The Poll Bludger

fed2016

Scullin

Margin: Labor 14.3%
Region: Northern Melbourne, Victoria

In a nutshell: The safe Labor seat of Scullin passed to Andrew Giles at the 2013 election after more than four decades in the hands of the Jenkins dynasty.

Candidates in ballot paper order

scullin-alp

scullin-lnp

scullin-grn

ANDREW GILES
Labor (top)

JOHN MATLEN
Animal Justice Party

MELANIE STOCKMAN
Liberal (centre)

ROSE LJUBICIC
Greens (bottom)

ADRIANA BUCCIANTI
Drug Law Reform

Scullin covers suburbs at the northern edge of Melbourne including Thomastown, Epping and Mill Park, and extends eastwards beyond the Plenty River to semi-rural outskirts and further suburban territory around Diamond Creek, a somewhat stronger area for the Liberals. The electorate traces its origins back to the seat of Darebin, which was created in 1949 to accommodate the area from Reservoir south to Preston. A seat bearing the name of Scullin existed in Melbourne’s inner north from 1955 until 1969, when it was abolished and the name reassigned. Scullin is today located to the north of where it was in 1969, its area at that time covered by Burke in the west and Diamond Valley in the east. Epping and Thomastown were absorbed by Scullin when Diamond Valley was abolished with the expansion of parliament in 1984, and the electorate’s relocation was broadly completed when it gained the Diamond Valley area from McEwen. The post-1969 incarnation of Scullin has been held at all times by Labor, by margins ranging from 7.0% in 1977 to 27.6% in 1984. The current margin is 14.3%, following a 6.2% swing against Labor at the election in September.
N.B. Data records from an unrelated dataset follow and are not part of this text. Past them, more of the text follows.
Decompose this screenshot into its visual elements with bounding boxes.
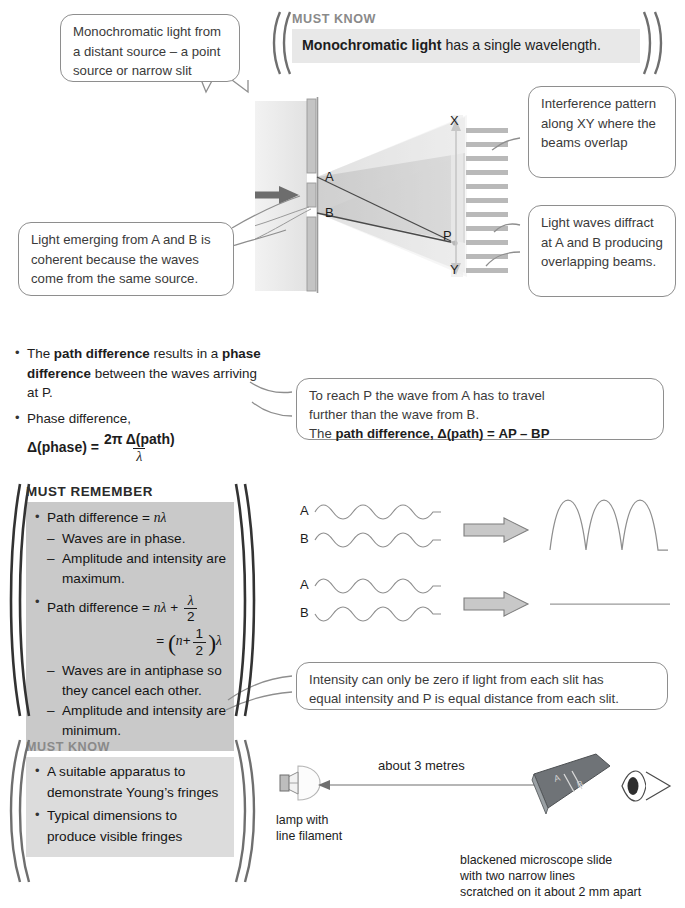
must-know-top-panel: MUST KNOW Monochromatic light has a sing… [292, 12, 640, 63]
leader-intensity-2 [226, 692, 292, 710]
mk-item: Typical dimensions to produce visible fr… [34, 806, 226, 847]
lamp-caption: lamp with line filament [276, 812, 342, 844]
fringe-bar [466, 254, 508, 259]
fringe-bar [466, 142, 508, 147]
bracket-right-must-remember [232, 480, 258, 720]
wave-a-antiphase [315, 579, 441, 593]
mr-eq: = [156, 634, 164, 649]
bracket-right-must-know-bottom [232, 736, 258, 886]
intensity-line-1: Intensity can only be zero if light from… [309, 670, 656, 689]
fringe-bar [466, 212, 508, 217]
lamp-caption-line-2: line filament [276, 828, 342, 844]
must-know-bottom-list: A suitable apparatus to demonstrate Youn… [34, 762, 226, 847]
must-know-top-term: Monochromatic light [302, 37, 442, 53]
mr-close-paren: ) [208, 636, 216, 651]
mr-sub: Amplitude and intensity are minimum. [47, 701, 226, 741]
mr-item2-plus: + [166, 600, 182, 615]
bullet-path-results-in-phase: The path difference results in a phase d… [14, 344, 269, 403]
path-difference-line-3: The path difference, Δ(path) = AP – BP [309, 424, 652, 443]
mr-half-num: 1 [193, 626, 207, 641]
slide-caption: blackened microscope slide with two narr… [460, 852, 641, 900]
callout-diffraction: Light waves diffract at A and B producin… [528, 205, 676, 297]
path-difference-line-1: To reach P the wave from A has to travel [309, 386, 652, 405]
fringe-bar [466, 198, 508, 203]
mr-item2-sublist: Waves are in antiphase so they cancel ea… [47, 661, 226, 741]
slide-caption-line-1: blackened microscope slide [460, 852, 641, 868]
must-know-top-heading: MUST KNOW [292, 12, 640, 26]
wave-row2-label-a: A [300, 577, 309, 592]
wave-pair-antiphase [313, 570, 443, 628]
wave-a-in-phase [315, 505, 441, 519]
mr-item2-value: nλ [154, 600, 167, 615]
must-know-top-rest: has a single wavelength. [442, 37, 601, 53]
pp-pre: The [27, 346, 54, 361]
slide-caption-line-2: with two narrow lines [460, 868, 641, 884]
distance-label: about 3 metres [378, 758, 465, 774]
mr-frac-den: 2 [184, 608, 198, 624]
arrow-constructive [462, 516, 532, 544]
wave-resultant-destructive [548, 590, 674, 618]
microscope-slide-icon: A B [530, 752, 620, 832]
path-phase-bullets: The path difference results in a phase d… [14, 344, 269, 464]
mr-item1-value: nλ [154, 510, 167, 525]
pd-bold: path difference [335, 426, 430, 441]
mr-plus2: + [183, 634, 191, 649]
screen-strip [451, 115, 463, 277]
must-remember-heading: MUST REMEMBER [26, 484, 234, 499]
pd-pre: The [309, 426, 335, 441]
must-remember-body: Path difference = nλ Waves are in phase.… [26, 502, 234, 751]
mr-item1-sublist: Waves are in phase. Amplitude and intens… [47, 529, 226, 589]
mr-lambda: λ [216, 634, 222, 649]
arrow-destructive [462, 590, 532, 618]
callout-coherence: Light emerging from A and B is coherent … [18, 222, 234, 296]
wave-row1-label-b: B [300, 531, 309, 546]
mk-item: A suitable apparatus to demonstrate Youn… [34, 762, 226, 803]
pd-post: , Δ(path) = AP – BP [430, 426, 550, 441]
callout-interference-pattern: Interference pattern along XY where the … [528, 86, 676, 178]
mr-sub: Amplitude and intensity are maximum. [47, 549, 226, 589]
fringe-bar [466, 268, 508, 273]
lamp-caption-line-1: lamp with [276, 812, 342, 828]
callout-zero-intensity: Intensity can only be zero if light from… [296, 662, 668, 710]
mr-half-fraction: 12 [193, 626, 207, 657]
fringe-bar [466, 170, 508, 175]
beam-wash [317, 115, 467, 277]
wave-row1-label-a: A [300, 503, 309, 518]
formula-lhs: Δ(phase) = [27, 438, 99, 458]
mr-item2-fraction: λ2 [184, 593, 198, 624]
slide-caption-line-3: scratched on it about 2 mm apart [460, 884, 641, 900]
mr-item-destructive: Path difference = nλ + λ2 = (n+12)λ Wave… [34, 593, 226, 741]
must-know-bottom-body: A suitable apparatus to demonstrate Youn… [26, 757, 234, 857]
mr-frac-num: λ [185, 593, 197, 608]
mr-item-constructive: Path difference = nλ Waves are in phase.… [34, 508, 226, 589]
barrier-lower-segment [307, 217, 316, 291]
formula-fraction: 2π Δ(path) λ [101, 432, 178, 464]
mr-item2-label: Path difference = [47, 600, 154, 615]
fringe-bar [466, 128, 508, 133]
eye-icon [612, 762, 674, 810]
wave-b-in-phase [315, 533, 441, 547]
wave-row2-label-b: B [300, 605, 309, 620]
revision-page: MUST KNOW Monochromatic light has a sing… [0, 0, 685, 908]
must-remember-list: Path difference = nλ Waves are in phase.… [34, 508, 226, 741]
mr-n: n [176, 634, 183, 649]
intensity-line-2: equal intensity and P is equal distance … [309, 689, 656, 708]
bullet-phase-difference: Phase difference, [14, 409, 269, 429]
mr-open-paren: ( [168, 636, 176, 651]
formula-denominator: λ [133, 448, 145, 465]
must-know-bottom-panel: MUST KNOW A suitable apparatus to demons… [26, 740, 234, 857]
wave-pair-in-phase [313, 496, 443, 554]
pp-b1: path difference [54, 346, 150, 361]
callout-path-difference: To reach P the wave from A has to travel… [296, 378, 664, 440]
bracket-right-top [638, 8, 668, 78]
label-slit-a: A [325, 169, 334, 184]
mr-sub: Waves are in phase. [47, 529, 226, 549]
must-know-bottom-heading: MUST KNOW [26, 740, 234, 754]
fringe-bar [466, 226, 508, 231]
fringe-bar [466, 184, 508, 189]
fringe-bar [466, 240, 508, 245]
label-point-p: P [443, 228, 452, 243]
formula-row: Δ(phase) = 2π Δ(path) λ [27, 432, 180, 464]
formula-numerator: 2π Δ(path) [101, 432, 178, 448]
wave-resultant-constructive [548, 496, 674, 556]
Despite the dramatic changes in the territory it has covered, Scullin maintained continuity of representation in being held firstly by Harry Jenkins, Sr from 1969 to 1986, and then by his son Harry Jenkins, Jr up until the recent election. The elder Jenkins had been the state member for Reservoir from 1961 to 1969, and served as Speaker of the House of Representatives from the election of the Hawke government in 1983 until his appointment as ambassador to Spain in December 1985. His son then emerged as a compromise preselection winner after a tussle within the locally dominant Socialist Left faction, which took place against the backdrop of the events which led to its controversial figurehead Bill Hartley being expelled from the party. Jenkins faced a preselection challenge ahead of the 2007 election after the Right and hard Left reached a deal in which the latter was to back Bill Shorten’s move against factional independent Bob Sercombe in Maribyrnong, with the former to support youthful party operative Nathan Murphy in Scullin. This fell through after Sercombe agreed to go quietly, relieving pressure on Right members to fall in behind the contentious deal in support of Murphy, who has since entered state politics as a member for the upper house region of Northern Metropolitan.

Jenkins followed his father’s footsteps still further when he took on the position of Speaker after the election of the Rudd government in 2007. The Labor leadership hoped to improve their precarious position on the floor of parliament after the 2010 election by having Jenkins make way for an independent or Coalition defector, but this could not be effected until Liberal member Peter Slipper agreed to take on the position in November 2011, which proved to be a poisoned chalice for all concerned. Jenkins insisted he had abandoned the position of his own accord as he wished to resume participating in policy debate. He announced his intention to bow out of politics after serving out his term the following July. With the seat remaining a prize of the Socialist Left, there was no reported opposition to the preselection of the state faction’s secretary Andrew Giles, a Slater & Gordon lawyer and former adviser to state MPs Gavin Jennings and Lily D’Ambrosio.

Analysis by William Bowe. Read William’s blog, The Poll Bludger.